For queries that use numeric conditions, ensure the values are bounded and originate from server-side logic rather than direct user input. If you must filter by a numeric attribute, validate and sanitize the filter values:

app.service('orders').hooks({
  before: {
    find: (context) => {
      const maxTotal = Number(context.params.query.maxTotal);
      if (!Number.isFinite(maxTotal) || maxTotal < 0 || maxTotal > 1e12) {
        throw new Error('Invalid range for maxTotal');
      }
      // Use ExpressionAttributeValues to avoid injection and ensure type safety
      context.params.query.$limit = 100;
      context.params.dynamodb = {
        ExpressionAttributeValues: {
          ':maxTotal': { N: maxTotal.toString() }
        },
        FilterExpression: 'total <= :maxTotal'
      };
      return context;
    }
  }
});

These patterns reduce the risk of integer overflow by constraining input ranges, using safe numeric representations, and keeping arithmetic on the server. Combined with runtime scanning that checks for authentication, data exposure, and input validation issues, they help maintain integrity when Feathersjs services interact with DynamoDB.

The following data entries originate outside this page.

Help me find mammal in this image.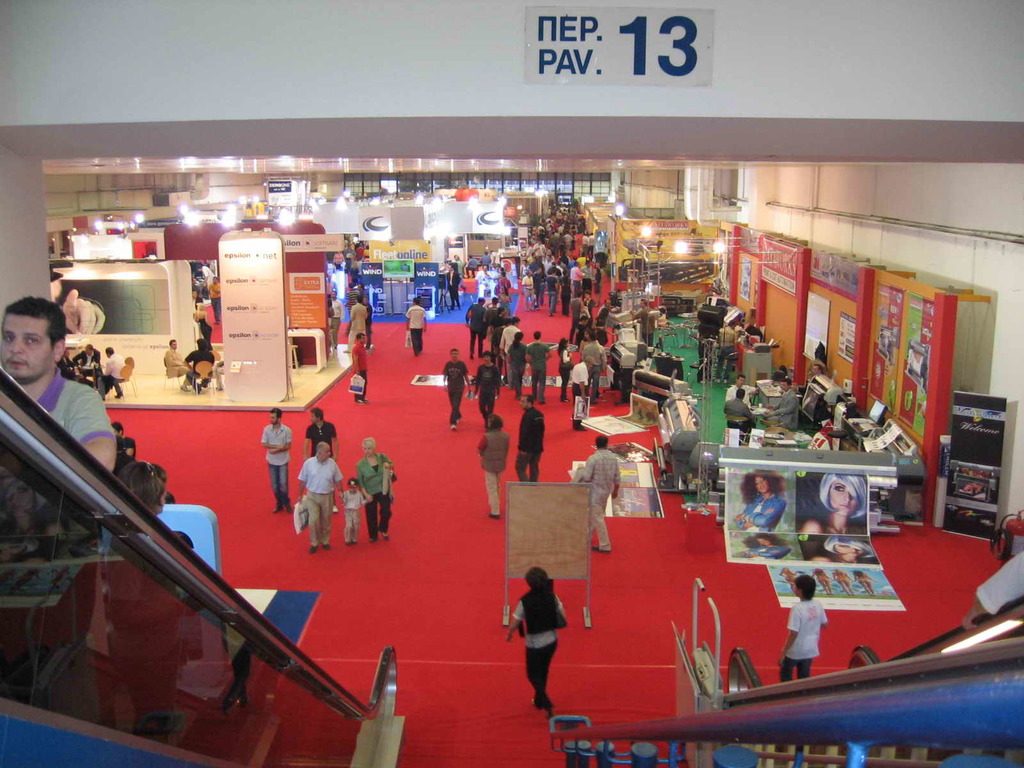
Found it: region(337, 476, 369, 542).
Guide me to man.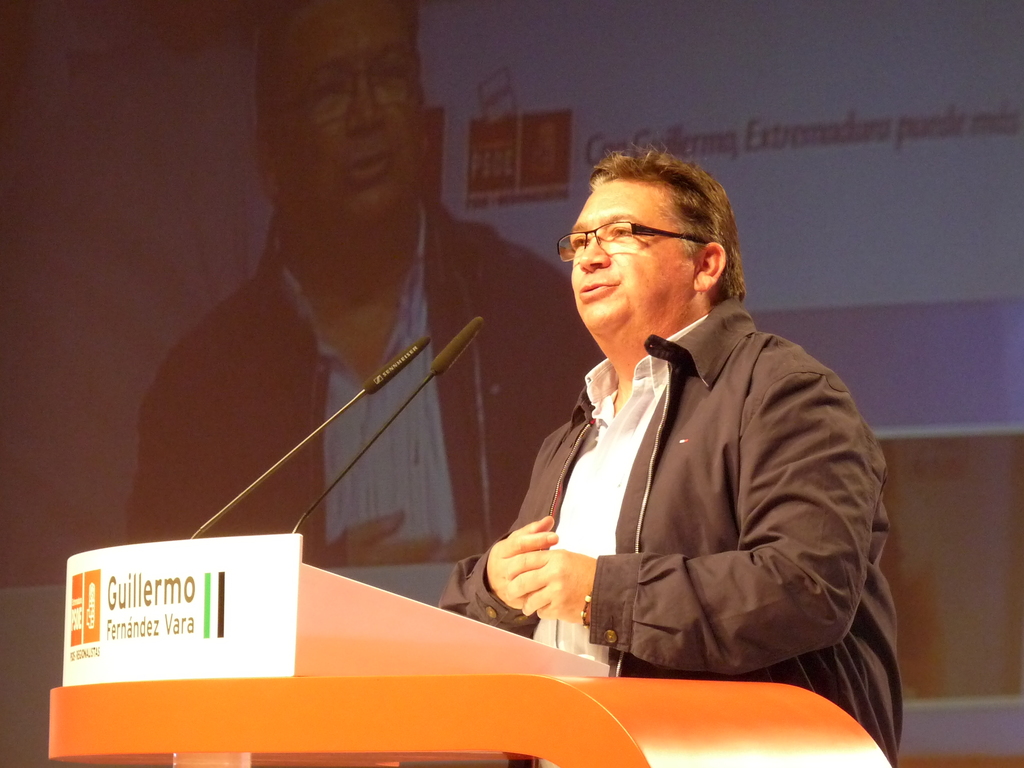
Guidance: [453,147,892,722].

Frequently Asked Questions

How can I detect integer overflow risks in my Feathersjs + DynamoDB API using middleBrick?
Submit your unauthenticated API URL to middleBrick; it runs input validation and data exposure checks that surface unsafe numeric handling and DynamoDB expression issues, with severity-ranked findings and remediation guidance.
Does the free tier of middleBrick cover scanning for API security issues like integer overflow in my Feathersjs service?
Yes, the free tier provides 3 scans per month, which include checks for input validation, data exposure, and related security findings that can reveal integer overflow risks in Feathersjs services using DynamoDB.